Sunday 20 April 2008

Shoot Em Up

Precious little worth watching at the cinema, so I thought I'd watch something
I didn't get round to watching last year.

This is an offensively stupid film. By which I mean, it's frickin' awesome. The
plot, such as it is, is that some bad guys want to kill a baby, and a down-on-
his-luck good guy happens to be in the way, and decides he's not going to let
them. But that's by the by. It's an excuse for an extended sequence of
gunfights, each more implausible than the last. And that's ok, because they're
plainly meant to be implausible.

So, this film is aimed at people who find stupid, bloody gunfights funny.
That'd be me then. And they are stupid, they are bloody, and they are very
funny.

Interspersed between the gunfights, the good guy and the bad guy crack bad
jokes at each other, and there's a romantic plot involving Monica Belluci.
That's mostly an excuse to have a gunfight that's also a sex scene, though,
which is funny.

I don't know who this Michael Davis guy is who wrote and directed it is, but
he's obviously a huge fan of Robert Rodriguez, and a lot of it owes obvious
debts to both Sin City and Desperado. He obviously had a real fun time making
it, and good luck to him on that. I had a lot of fun watching it too.

Friday 11 April 2008

Son Of Rambow

So, you wait years for a slightly surreal film about amateur film-making then
a bunch come along at once. And it its way, this is sort of a British Be Kind
Rewind.

It's the eighties, rural Hertfordshire. There's a kid, who's a bit of a
tearaway, who's got his hands on his brother's video camera, and has decided
he's going to make a film and submit it to Screen Test's Young Filmmaker of the
Year award. He also uses it to sneak into cinemas and pirate films. He ropes
this other unworldly kid whose family are Plymouth Bretheren, into being his
stuntman. Over time, after the pair of them watch First Blood, the project
evolves into a sort of sequel, which is surprising similar in plot to Rambo,
given that neither kid has seen the film, and it hasn't even been made yet. But
hey.

Meanwhile, their school is host to a bunch of French exchange students, and
everyone is in awe of this (allegedly) cool French kid. This kid finds out
about the film, decides it's cool, and wants to be in it, and because he thinks
it's cool, the whole rest of the school does too.

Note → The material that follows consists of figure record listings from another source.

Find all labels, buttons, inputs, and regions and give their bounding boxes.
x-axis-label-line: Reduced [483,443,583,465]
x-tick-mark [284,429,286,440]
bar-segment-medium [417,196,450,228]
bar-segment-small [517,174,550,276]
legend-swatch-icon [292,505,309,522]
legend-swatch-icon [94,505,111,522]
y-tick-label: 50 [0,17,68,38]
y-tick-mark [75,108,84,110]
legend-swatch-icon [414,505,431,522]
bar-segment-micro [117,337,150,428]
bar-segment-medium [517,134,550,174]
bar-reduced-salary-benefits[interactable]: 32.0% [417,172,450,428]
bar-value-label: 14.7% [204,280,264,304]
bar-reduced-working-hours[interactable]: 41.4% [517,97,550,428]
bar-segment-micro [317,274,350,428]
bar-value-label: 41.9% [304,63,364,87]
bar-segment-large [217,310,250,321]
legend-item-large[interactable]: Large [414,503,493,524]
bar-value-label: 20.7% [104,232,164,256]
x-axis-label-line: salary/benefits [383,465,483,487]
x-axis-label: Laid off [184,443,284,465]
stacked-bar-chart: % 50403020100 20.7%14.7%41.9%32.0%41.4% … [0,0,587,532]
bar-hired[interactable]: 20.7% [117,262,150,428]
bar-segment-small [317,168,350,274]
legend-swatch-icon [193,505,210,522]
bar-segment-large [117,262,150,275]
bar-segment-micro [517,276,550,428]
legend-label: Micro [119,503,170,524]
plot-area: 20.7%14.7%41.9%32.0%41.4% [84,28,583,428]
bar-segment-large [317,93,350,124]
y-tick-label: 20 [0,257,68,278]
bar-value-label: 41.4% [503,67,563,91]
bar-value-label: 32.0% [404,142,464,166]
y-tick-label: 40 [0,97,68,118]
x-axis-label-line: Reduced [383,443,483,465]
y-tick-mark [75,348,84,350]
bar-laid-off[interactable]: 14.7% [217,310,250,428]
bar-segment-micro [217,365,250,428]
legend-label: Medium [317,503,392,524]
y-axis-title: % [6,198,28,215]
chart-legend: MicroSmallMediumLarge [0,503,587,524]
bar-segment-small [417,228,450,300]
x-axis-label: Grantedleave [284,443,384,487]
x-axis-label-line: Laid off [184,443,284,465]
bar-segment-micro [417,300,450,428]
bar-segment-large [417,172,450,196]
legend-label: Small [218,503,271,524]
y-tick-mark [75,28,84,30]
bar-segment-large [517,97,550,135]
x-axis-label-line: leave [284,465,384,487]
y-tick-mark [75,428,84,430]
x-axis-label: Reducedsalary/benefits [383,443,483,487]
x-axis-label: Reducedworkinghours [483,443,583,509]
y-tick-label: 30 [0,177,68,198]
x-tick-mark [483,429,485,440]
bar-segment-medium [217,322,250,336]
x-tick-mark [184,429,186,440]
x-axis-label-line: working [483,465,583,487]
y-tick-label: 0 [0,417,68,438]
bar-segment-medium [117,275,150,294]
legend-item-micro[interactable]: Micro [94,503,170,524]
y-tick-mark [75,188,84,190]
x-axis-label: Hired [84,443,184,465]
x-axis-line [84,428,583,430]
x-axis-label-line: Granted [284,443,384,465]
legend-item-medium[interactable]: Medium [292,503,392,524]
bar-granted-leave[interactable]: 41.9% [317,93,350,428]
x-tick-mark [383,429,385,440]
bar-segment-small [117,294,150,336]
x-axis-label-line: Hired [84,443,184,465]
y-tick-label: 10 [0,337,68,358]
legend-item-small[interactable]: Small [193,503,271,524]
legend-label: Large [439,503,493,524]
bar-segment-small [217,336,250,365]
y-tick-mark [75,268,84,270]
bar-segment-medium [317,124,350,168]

Power struggles for control
of the creative process ensue.

It's an amusing take on film-making and Hollywood, with the whole struggle
serving as an allegory for creative control and integrity being compromised
when stars and the studio system get involved.

It's not perfect, and some of the children's acting is pretty stagey, in a
"early Harry Potter movie" kind of way. It is highly amusing, if not laugh out
loud funny, and if you grew up in the eighties, and ever watched a dodgy pirate
copy of First Blood, the film will spark off a lot of happy memories.